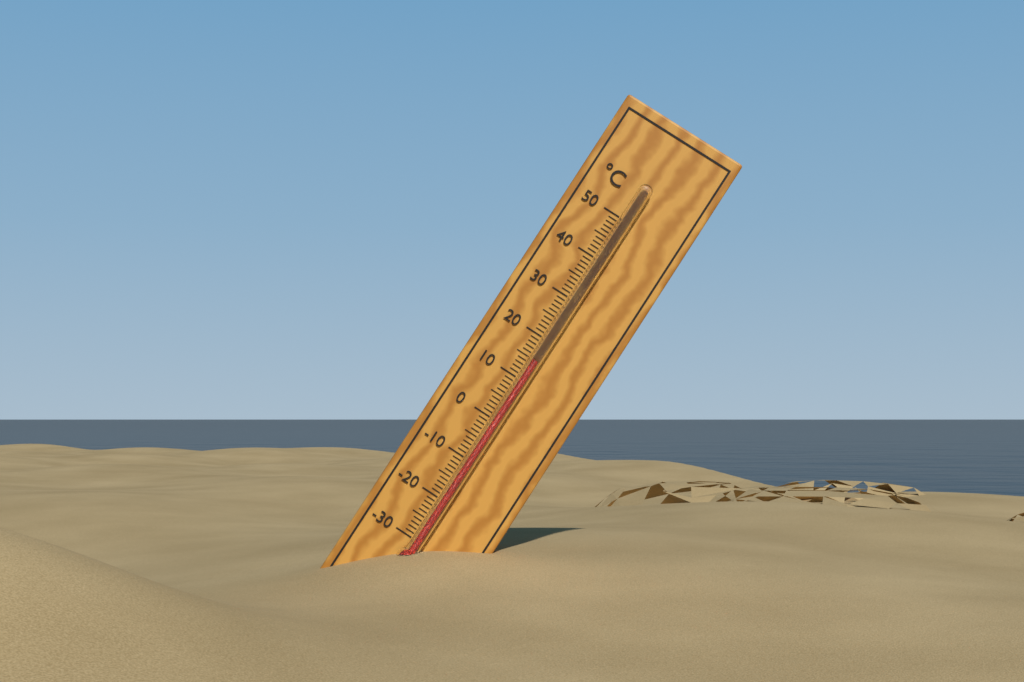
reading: 15 °C
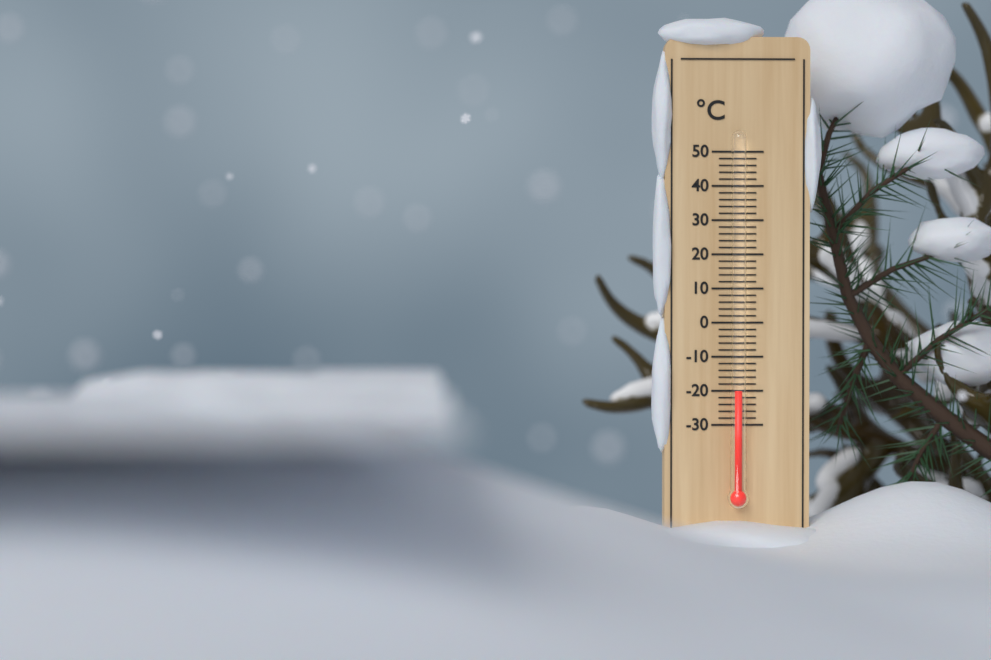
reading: -20 °C
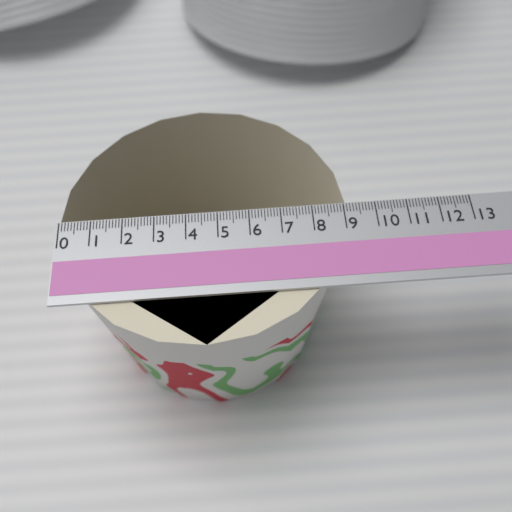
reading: 9.1 (no unit)
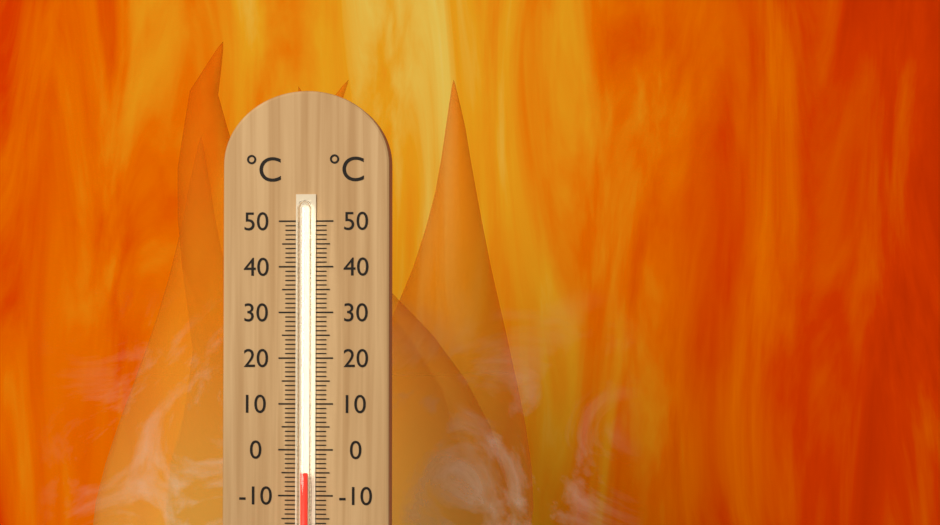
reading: -5 °C
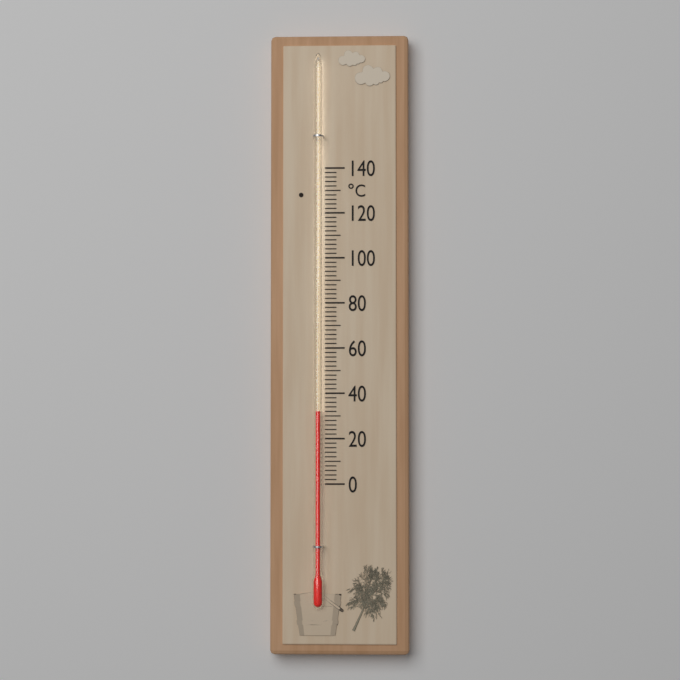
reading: 32 °C
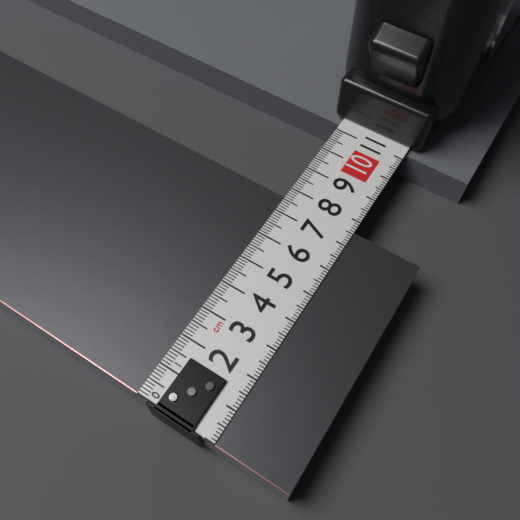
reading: 7.6 cm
※ ※ ※
◆ **TASK ITEM**
In the answer, all of the material should appear exactly as given, with no picture carried over.

◆ **REPLY**
reading: 15 °C
reading: -20 °C
reading: 9.1 (no unit)
reading: -5 °C
reading: 32 °C
reading: 7.6 cm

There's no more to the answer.